Almost thirty handsome, healthy and educated men ended up with proper papers. They all put them to wash pots except him, who became straight kitchen assistant, in a place His Majesty frequently visited. Between a Spaniard and a Colombian, Su-Majes-tad-es-co-ja.
He lived in a room with no windows, literally four walls. He worked nights, saw no sunlight, slept on a cot, back-to-back with another immigrant, until what had to happen happened: he became depressed. Your story is similar to mine. When he tells me, “I’ve been to this place, I was wondering why the hell I came here,” I interrupt him, “And
what did you answer?” He looks at me in bewilderment. The question is rhetorical in his case; in mine it’s probably an epitaph.
It couldn’t be otherwise, his story has improved and now he’s his own boss. He seems content. She’s no longer learning French or English, “but now I speak Spanish better.” A cold zigzag runs down my spine. For those who don’t understand, I have no way of explaining. With this phrase he summed up his castration, the inevitable toll of the immigrant who “integrates”: dissolves.
the envoy
The father interrupts our journey through the aisles of the market to tell me what his goal was from minute one: the story of his son.
He’s twenty-two years old and a successful businessman, he says he owns an Ecuadorian restaurant in upscale Madrid, a brutal place, he adds; It is touching to hear him use these words, which are obviously not his own. El Hijo’s restaurant has been featured on TV, newspapers, radio and networks. He shows me photos. It is sort of an EU “approved” site. You understand me.
The latter is what El Padre tells me in front of Tony Rosado languishing there, on a wall poster (I’m not making it up, it would be a very chabona mise en scène). Coincidence makes me understand that El Hijo is also an emigrant who left this cumbia, fried food and ceviche market for Madrid, where Ecuadorians, if at all, wear uniform. Tony Rosado couldn’t make that jump. Tony Rosado stays in the market.
she
– I came running out of the… What’s it called?
–…
– That they said there was… the beef… the beef…
– The recession?
-It is!
A compatriot of hers earned more money here caring for the elderly than in Ecuador as a chemistry teacher. He decided to try his luck. Her husband -The Father-, less than
She didn’t see it right, how should she go alone, leaving behind the child (of months) that had cost her so much that money wasn’t everything in life… “But I didn’t pay attention to her and I am came”.

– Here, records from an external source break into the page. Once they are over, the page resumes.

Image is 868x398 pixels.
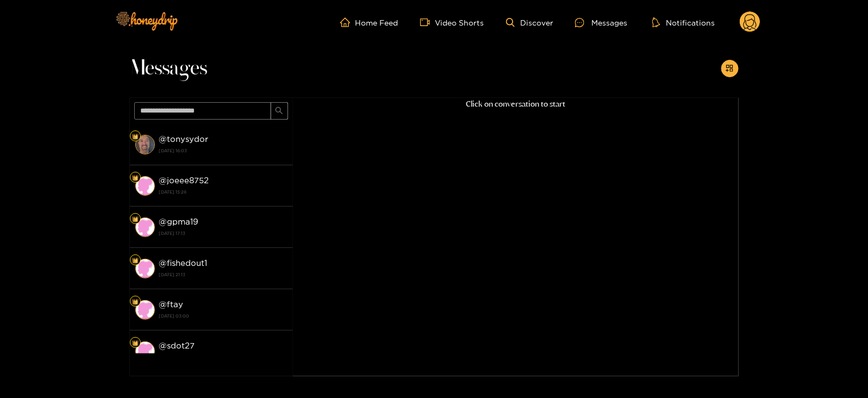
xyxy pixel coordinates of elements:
[340,17,399,27] a: Home Feed
[159,217,199,226] strong: @ gpma19
[159,311,287,321] strong: [DATE] 03:00
[132,216,138,222] img: Fan Level
[275,106,283,116] span: search
[136,176,155,196] img: conversation
[649,17,718,28] button: Notifications
[136,300,155,319] img: conversation
[159,228,287,238] strong: [DATE] 17:13
[575,16,627,29] div: Messages
[340,17,355,27] span: home
[725,64,734,73] span: appstore-add
[420,17,484,27] a: Video Shorts
[136,218,155,237] img: conversation
[159,258,208,268] strong: @ fishedout1
[132,133,138,140] img: Fan Level
[136,342,155,361] img: conversation
[159,300,184,309] strong: @ ftay
[132,298,138,305] img: Fan Level
[159,269,287,279] strong: [DATE] 21:13
[159,341,195,350] strong: @ sdot27
[136,135,155,154] img: conversation
[159,145,287,155] strong: [DATE] 16:03
[159,176,209,185] strong: @ joeee8752
[159,187,287,197] strong: [DATE] 15:28
[159,352,287,362] strong: [DATE] 09:30
[293,98,738,111] p: Click on conversation to start
[136,259,155,278] img: conversation
[420,17,435,27] span: video-camera
[132,257,138,264] img: Fan Level
[132,340,138,346] img: Fan Level
[130,55,208,81] span: Messages
[271,102,288,119] button: search
[159,134,209,144] strong: @ tonysydor
[721,60,738,77] button: appstore-add
[132,175,138,181] img: Fan Level
[506,18,553,27] a: Discover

He narrates his early works without using the appropriate word: slavery. As far as it goes, it is what it was. In six months she paid off her debts, including the plane ticket, and was able to send for her husband, son and mother-in-law. “I don’t regret it, but it’s the hardest thing to go through. “I was taking care of the little ones, that’s where I had mine,” she tells me, murmuring, “my soul is broken.”
When I look at his photo, I actually see his broken soul, although calm. The vitiligo that has discolored his hands and part of his face is called melancholy in some countries. Back to Ecuador? “I love my country, but we don’t know anyone there anymore, we would be strangers.” In addition, El Hijo does not want to return, “and since I only have one son, I will stay where he is.”
“I have already suffered what I had to suffer”: this is the calm that this woman exudes after making this journey, getting to the bottom of the pain and returning to tell it.
Sorry, I’m correcting: and live to tell, because as those of us who left one day know, the same person never comes back or returns to the same place.
That’s never coming back
You only begin to understand it later.